> _Exercise brief_:
The data must be reproduced verbatim; images are to be omitted.

> _Source data_:
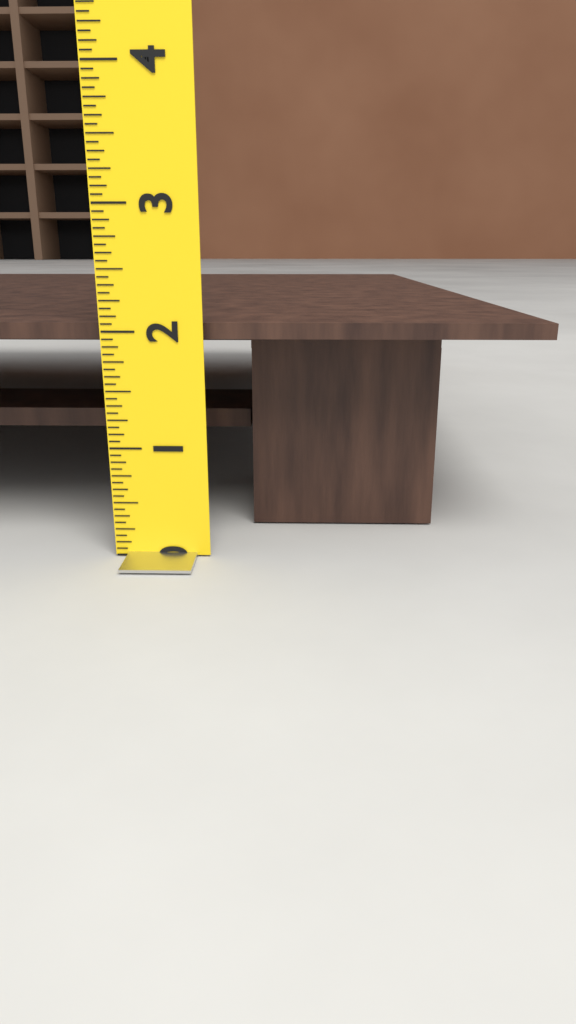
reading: 2.0625 (no unit)
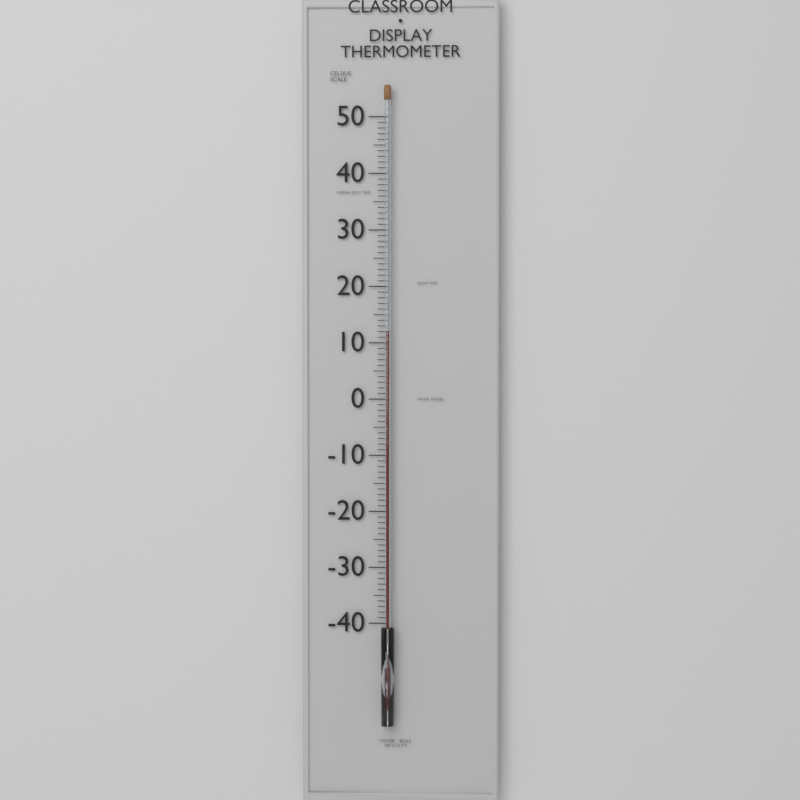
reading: 12 °C
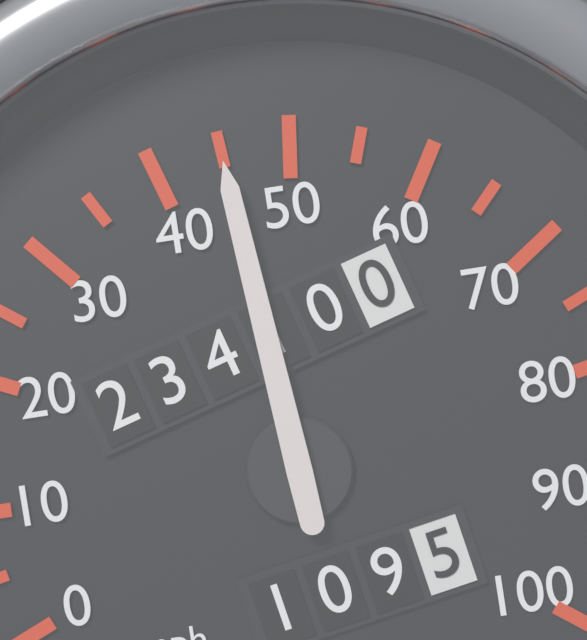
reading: 45 mph
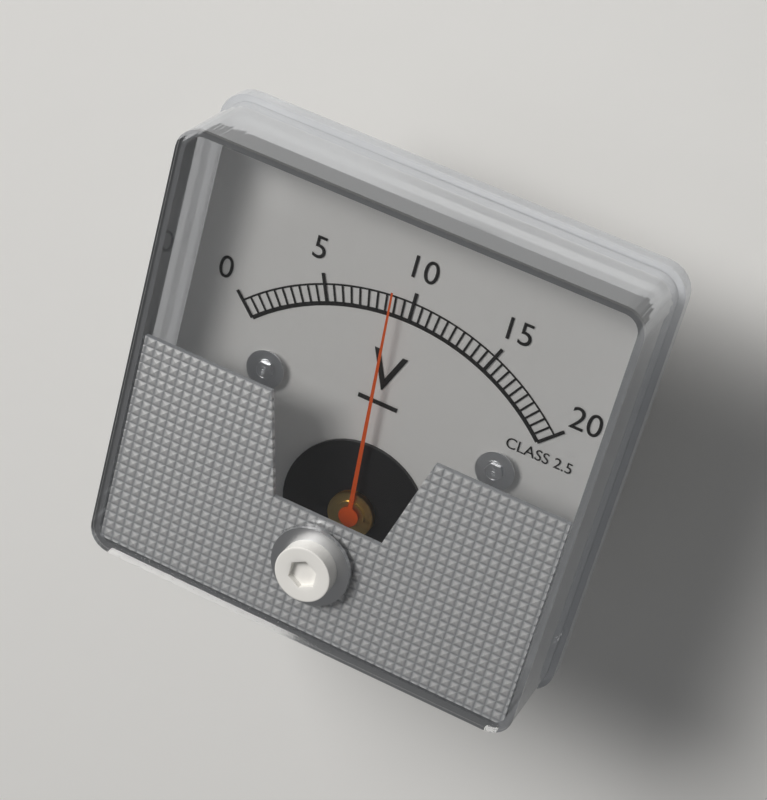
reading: 9.0 V
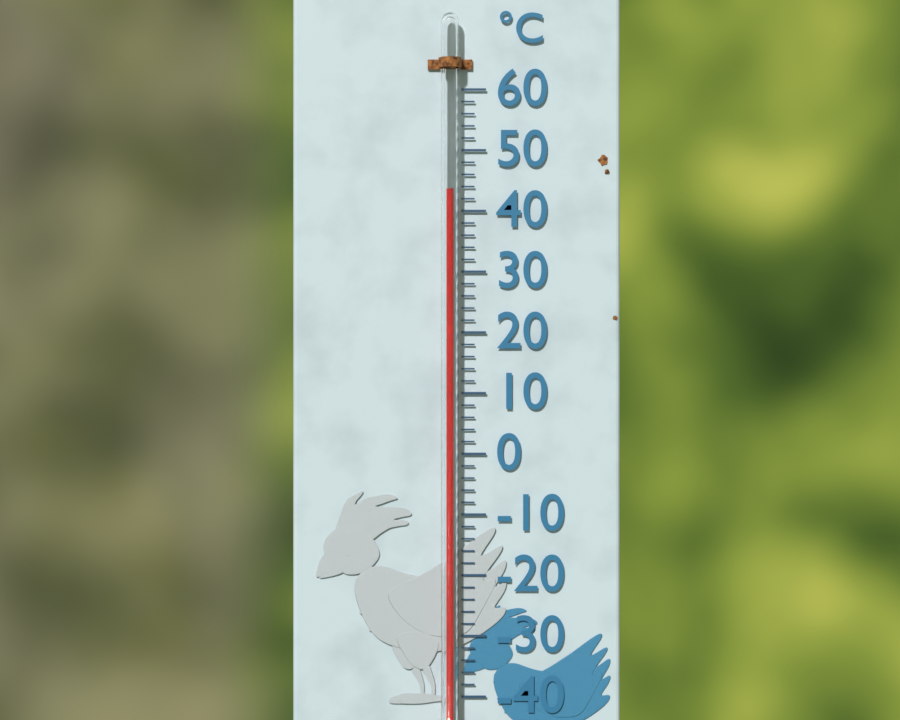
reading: 43.5 °C
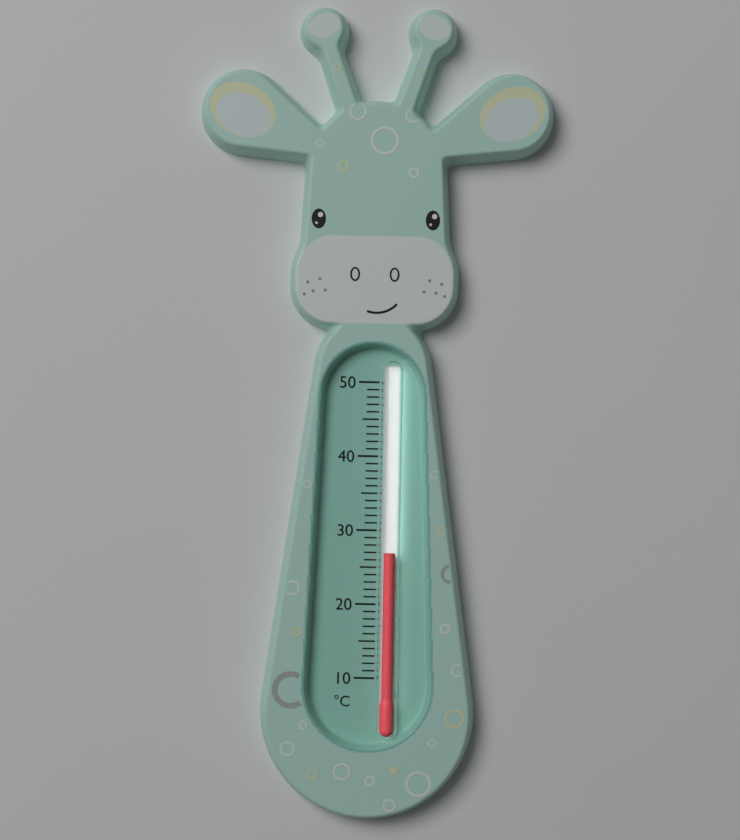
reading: 27 °C
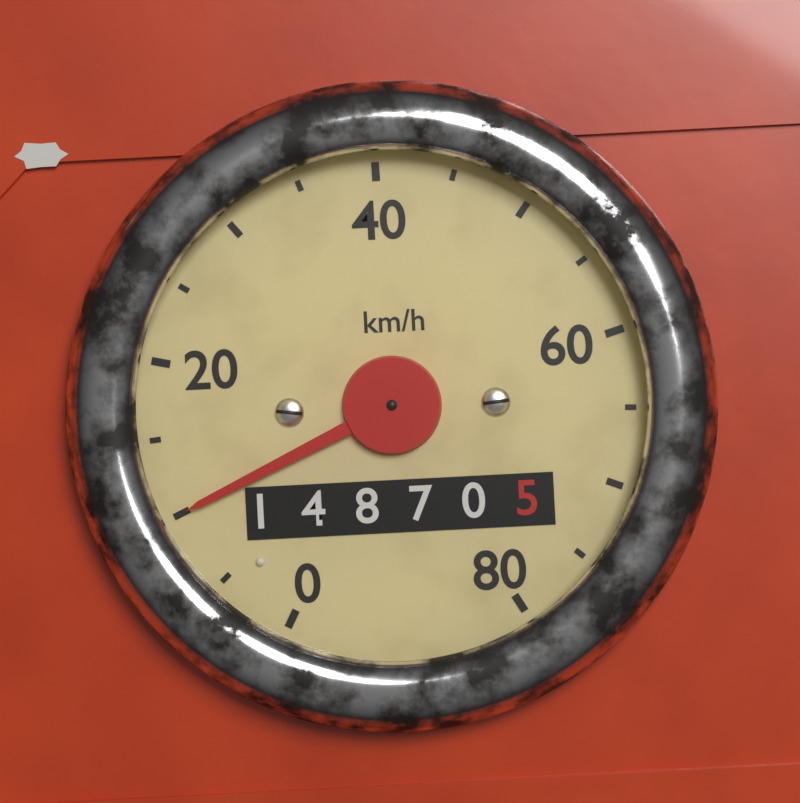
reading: 10 km/h
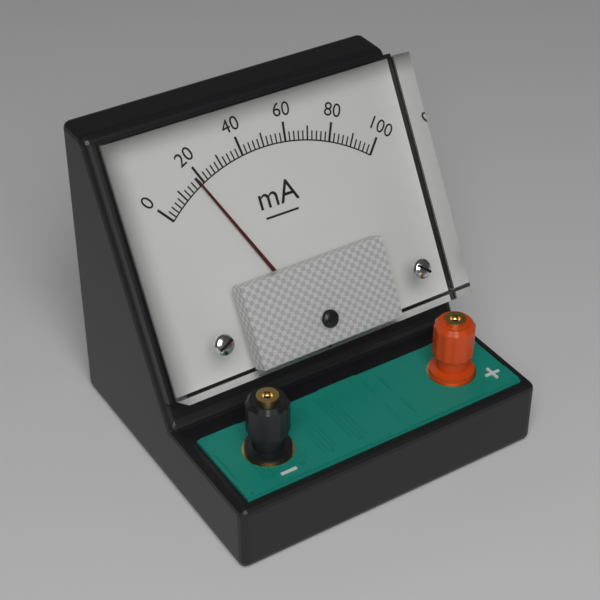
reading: 18 mA
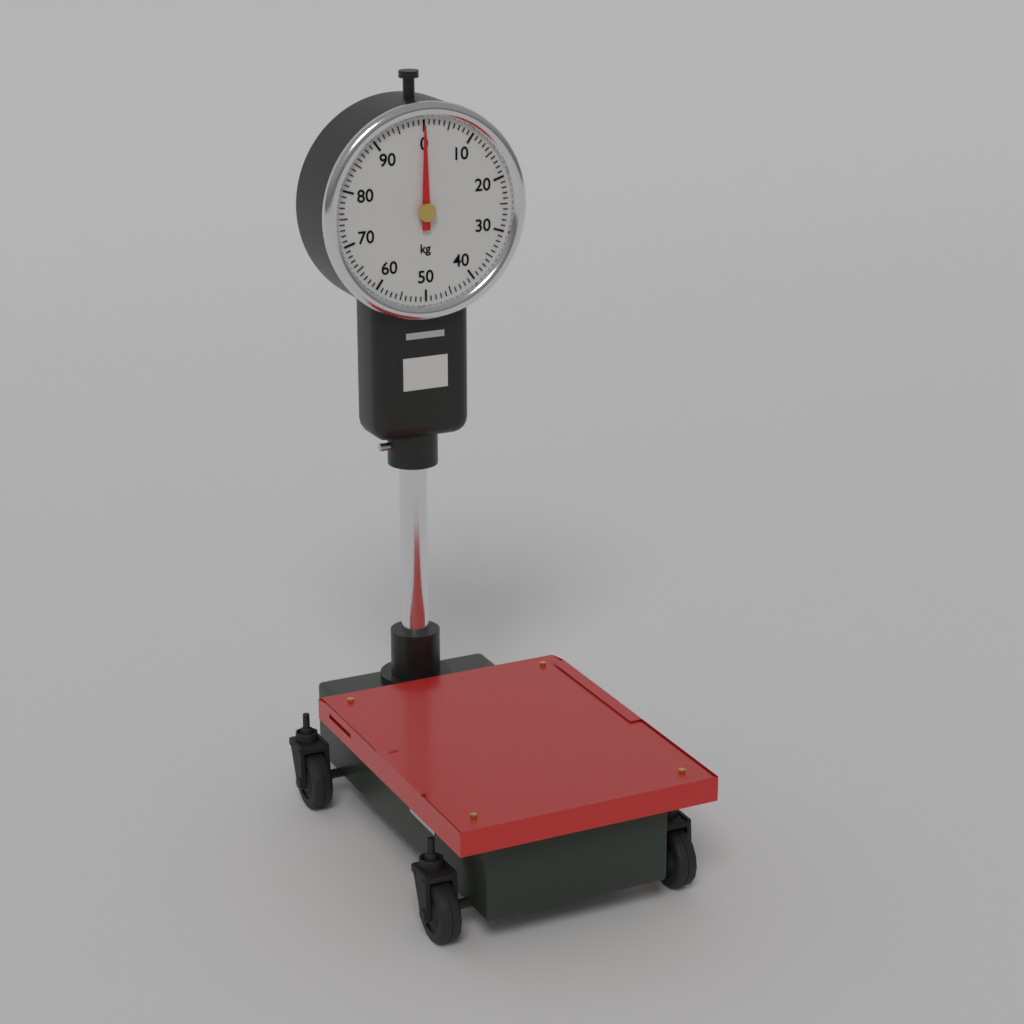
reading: 0 kg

> _Reply to the exercise_:
reading: 2.0625 (no unit)
reading: 12 °C
reading: 45 mph
reading: 9.0 V
reading: 43.5 °C
reading: 27 °C
reading: 10 km/h
reading: 18 mA
reading: 0 kg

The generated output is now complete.